TELEPHONE: 310.820.9448
HOME ARTISTS CONTACT PURCHASE ON APPROVAL PAST EXHIBITIONS MAILING LIST ABOUT LSFA
 


Click here to view artist's works

Andre Masson (1896-1987)

MassonBorn in 1896 in Balagny-sur-Therain, Andre Masson sought to convey in his work a deeper reality of man's behavior, his own complex personal imagery, and his belief that painting is not a matter of developing style but a part of life itself. His work explores several techniques of painting, drawing, and sculpture, and displays rich, colorful abstraction as well as monochrome imagery and automatic linear representations.

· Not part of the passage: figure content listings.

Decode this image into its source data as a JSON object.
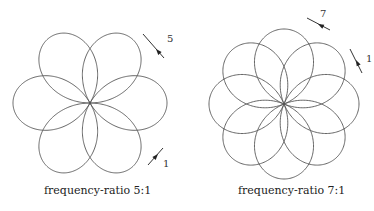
{
  "figures": [
    {
      "caption": "frequency-ratio 5:1",
      "ratio": 5,
      "center": [
        90,
        103
      ],
      "radius": 38.5,
      "arrows": [
        {
          "label": "5",
          "from": [
            143,
            34
          ],
          "to": [
            164,
            58
          ],
          "head": [
            156,
            49
          ],
          "dir": "up-left",
          "label_pos": [
            167,
            42
          ]
        },
        {
          "label": "1",
          "from": [
            148,
            165
          ],
          "to": [
            163,
            148
          ],
          "head": [
            158,
            154
          ],
          "dir": "down-left",
          "label_pos": [
            163,
            167
          ]
        }
      ]
    },
    {
      "caption": "frequency-ratio 7:1",
      "ratio": 7,
      "center": [
        284,
        104
      ],
      "radius": 37.5,
      "arrows": [
        {
          "label": "7",
          "from": [
            307,
            18
          ],
          "to": [
            330,
            30
          ],
          "head": [
            318,
            24
          ],
          "dir": "left",
          "label_pos": [
            320,
            17
          ]
        },
        {
          "label": "1",
          "from": [
            350,
            49
          ],
          "to": [
            362,
            73
          ],
          "head": [
            356,
            60
          ],
          "dir": "up",
          "label_pos": [
            366,
            62
          ]
        }
      ]
    }
  ],
  "stroke_color": "#555555"
}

Masson began his schooling in 1907 at the Academie Royale des Beaux-Arts in Brussels. In 1912 he relocated to Paris, where he attended the Ecole des Beaux-Arts. In 1914, the artist was called to military duty for the First World War, where he was severely wounded and sent back to Paris. Much of Masson's work is clearly influenced by this trauma; his drawings and paintings executed during the twenties represent for the most part battle scenes, blood, death, birds and fish. The strange realities of trench warfare and the immediate contiguity of life and death are here drawn upon, and his personal imagery suggests a confrontation of life at that abnormal level of experience.

After the war, Masson came in contact with Andre Breton and the Surrealist circle, which he became a member of from 1922 to 1929, and then again from 1937 until the group's dispersal. The artist at this point began to experiment with automatic drawing, a favorite activity of the Surrealists. Masson developed a technique of automatic painting that retained the element of chance; he dripped glue onto paper in order to form drawings, and then covered it with sand. When Masson emigrated to the U.S. in 1939, he strongly influenced several American painters with this technique, the most evident example being the artist Jackson Pollack.

In 1945, Masson returned to France and executed a series of landscapes in Aix-en-Provence. His work was shown from 1955 to 1964 at Documentas One through Three, and in 1964 a restrospective of his work took place in Berlin and Amsterdam. Masson also exhibited at the Venice Biennale in 1972.

Andre Masson dedicated his life as an artist to encouraging the non-rational purpose in art, to the direct transferrance of subconscious thought and to the primal forces of conflicts that he experienced in the trenches of World War One. Masson died in 1987 in Paris.